For anyone who has been an active participant in the US Treasury market, it comes as no surprise that this is one of the most manipulated markets in the world. It makes me livid when I hear such off based results for the flatness of the yield curve such as inflation, inflation expectations, hedging demands, slow growth or other outlandish attribution. There is one reason for such a flat yield curve – manipulation with high volume trading strategies.
Manipulation in the US Treasury market is not a new phenomenon. This has been taking place for decades. The recent tactic used is high volume trading especially during low volume periods where the traders are both the bid and offer side of the market. Such strategies leave a residual position from time to time. These strategies are usually the most apparent after a long period of Federal Reserve accommodation. Currently, daily US Treasury trading volumes in the cash and futures markets are approximately 1 trillion. This is a significant volume especially when you consider half of all Treasuries are owned by foreigners and a fifth by the Fed (these do not turn over) leaving around 5 Trillion in the hands of the public. Does 1 Trillion turnover a day sound a little high?!
The most recent Federal Reserve accommodation has lasted over a decade. Not only did it encourage unjustifiable duration risk by bringing the Fed Funds Rate to zero starving investors for yield, but they outright manipulated long-term rates by doing yield curve trades.
The Fed purchased almost 5 trillion US Treasuries and mortgage backed securities geared to taking duration risk out of the market and flattening the yield curve. They also performed yield curve twist trades, selling short dated securities and purchasing long term securities. This is not the action of a central bank. No, the Fed acted like an out of control hedge fund with no price sensitivity nor balance sheet risks. They loaded up on the most long dated bonds in the worlds history. Worse, they encouraged other private investors to go along for the ride and accumulate the biggest long dated bond risk ever at the richest prices or lowest yields ever seen.
Now that the Fed has started to raise rates, the impact of their manipulation remains. The Fed has created a culture of traders that continue to manipulate the US Treasury market to hold long term rates low. This is necessary or financial pain and a mini financial crisis in the bond market will result.
Long term rates are arguable 300 basis points, or 3% below a fair value. Typically, long term bonds trade 3.5% above the rate of inflation to compensate investors for the imbedded risk. With inflation running between 2% and 3% with no respite on the horizon, that would put long term bonds around 6+%. Long term bonds could drop in price around 20% for every 1% increase in yield. It is easy to see the economic devastation that would result if rates normalized in a short period of time.
The Fed has been trying to slowly increase long term yields to limit the potential disruptive financial impact. However, instead of long term rates increasing, they are now lower than typical during a deep depression – definitely not the conditions today. Today, GDP is tracking above 4%, inflation running over 2%, unemployment as low and labor as tight as it has ever been and the Fed is raising rates.
Instead of selling off and yields going higher, yields for long dated bonds are practically on top of short term bonds. What this means is you have all the significant additional risk in long dated bonds without any compensation. This is very reminiscent of conditions during 2008 and the resulting dislocation took a decade to overcome.
The manipulation of US Treasuries is so destructive because the fixed income markets in the US and globally are linked to the value in the Treasury market. As one market is manipulated to some of the richest conditions ever, the other markets follow. We now have dangerous conditions in the global bond markets because of the manipulation in the Treasury markets. Though economic conditions look rather promising for the next couple of years, the expected financial dislocation from a bond market that will eventually correct could have a knock on economic impact. Though it should be short lived, maybe even just a blip, it has the potential to become troublesome.
Now that the Treasury auctions are at eye bulging levels and the once predictable foreign central banks purchases are less predictable, the accumulative risks will overwhelm the high volume manipulation in the Treasury Markets. Additionally, the short positions that were in the Treasury market has been squeezed like a lemon and should not be a potential manipulative trade (squeezing the shorts out of long dated bonds) going forward. This will lead to a steepening of the yield curve when no one is expecting it. That will make the move much more worrisome – no false attribution to place on the moves.
So buyer beware. You've been warned. The flatness of the yield curve is not a natural phenomenon and represents good old-fashioned risk. Now that cash yields are close to the same yield of long term bonds, it is time to rotate out of all fixed income risk, sit in cash with no opportunity cost and look like a hero as the manipulation in the bond market once again unwinds in spectacular fashion. Or you can fain ignorance, perform poorly and hope for the best. After a 10-year gift of spectacular performance in the bond market, who will hold a blip of poor performance against you? Just be ready for a big blip.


Lines that contain "Cuentas" are to be copied from the material, every one of them.

Top of Exercise materials

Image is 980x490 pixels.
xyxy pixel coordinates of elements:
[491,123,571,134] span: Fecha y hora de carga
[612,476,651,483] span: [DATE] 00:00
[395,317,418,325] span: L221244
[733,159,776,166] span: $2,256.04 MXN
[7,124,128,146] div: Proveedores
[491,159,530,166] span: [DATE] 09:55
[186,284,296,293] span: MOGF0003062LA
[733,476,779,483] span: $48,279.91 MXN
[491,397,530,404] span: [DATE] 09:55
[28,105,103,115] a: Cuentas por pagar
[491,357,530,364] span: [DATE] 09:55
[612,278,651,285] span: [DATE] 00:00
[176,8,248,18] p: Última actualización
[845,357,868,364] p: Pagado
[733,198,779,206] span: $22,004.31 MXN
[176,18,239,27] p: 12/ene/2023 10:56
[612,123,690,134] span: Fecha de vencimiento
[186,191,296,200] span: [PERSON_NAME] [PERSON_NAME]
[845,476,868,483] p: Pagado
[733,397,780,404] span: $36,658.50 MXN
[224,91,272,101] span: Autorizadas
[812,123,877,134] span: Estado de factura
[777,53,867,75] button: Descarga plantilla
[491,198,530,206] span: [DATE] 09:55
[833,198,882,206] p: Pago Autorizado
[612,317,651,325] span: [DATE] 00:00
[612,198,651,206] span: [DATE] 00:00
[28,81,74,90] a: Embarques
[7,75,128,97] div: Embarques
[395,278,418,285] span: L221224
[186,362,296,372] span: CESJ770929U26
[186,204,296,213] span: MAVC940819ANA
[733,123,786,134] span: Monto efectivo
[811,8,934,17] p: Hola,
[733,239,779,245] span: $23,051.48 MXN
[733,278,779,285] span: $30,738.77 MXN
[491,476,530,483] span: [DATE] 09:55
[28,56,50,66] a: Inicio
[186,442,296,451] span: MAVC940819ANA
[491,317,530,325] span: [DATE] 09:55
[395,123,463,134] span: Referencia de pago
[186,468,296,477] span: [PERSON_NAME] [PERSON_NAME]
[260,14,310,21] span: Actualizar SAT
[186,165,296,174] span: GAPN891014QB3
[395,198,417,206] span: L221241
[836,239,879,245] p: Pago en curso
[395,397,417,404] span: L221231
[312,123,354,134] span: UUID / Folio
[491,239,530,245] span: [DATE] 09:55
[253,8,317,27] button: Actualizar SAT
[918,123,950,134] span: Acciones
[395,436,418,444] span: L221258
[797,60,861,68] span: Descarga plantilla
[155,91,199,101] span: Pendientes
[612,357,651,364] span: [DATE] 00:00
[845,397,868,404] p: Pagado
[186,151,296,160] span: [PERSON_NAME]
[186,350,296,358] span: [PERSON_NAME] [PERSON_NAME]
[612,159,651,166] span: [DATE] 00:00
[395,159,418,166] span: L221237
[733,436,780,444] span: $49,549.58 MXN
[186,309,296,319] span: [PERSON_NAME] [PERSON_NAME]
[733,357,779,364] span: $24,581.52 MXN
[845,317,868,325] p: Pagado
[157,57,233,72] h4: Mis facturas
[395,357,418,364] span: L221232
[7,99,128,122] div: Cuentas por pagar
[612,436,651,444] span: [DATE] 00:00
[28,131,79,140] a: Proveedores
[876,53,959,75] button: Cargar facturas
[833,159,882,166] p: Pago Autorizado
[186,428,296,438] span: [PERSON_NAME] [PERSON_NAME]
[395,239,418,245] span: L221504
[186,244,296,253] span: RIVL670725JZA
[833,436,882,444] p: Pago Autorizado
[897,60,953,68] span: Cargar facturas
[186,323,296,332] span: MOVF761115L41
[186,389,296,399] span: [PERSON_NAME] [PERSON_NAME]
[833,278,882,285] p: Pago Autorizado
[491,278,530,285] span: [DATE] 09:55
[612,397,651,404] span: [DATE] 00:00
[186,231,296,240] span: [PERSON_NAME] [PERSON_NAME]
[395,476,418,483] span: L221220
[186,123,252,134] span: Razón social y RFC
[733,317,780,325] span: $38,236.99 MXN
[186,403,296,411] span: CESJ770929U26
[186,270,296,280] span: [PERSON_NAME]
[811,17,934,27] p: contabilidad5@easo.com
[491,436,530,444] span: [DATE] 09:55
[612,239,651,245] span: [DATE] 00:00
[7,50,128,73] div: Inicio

Bottom of Exercise materials

__Answer to this problem__
[28,105,103,115] a: Cuentas por pagar
[7,99,128,122] div: Cuentas por pagar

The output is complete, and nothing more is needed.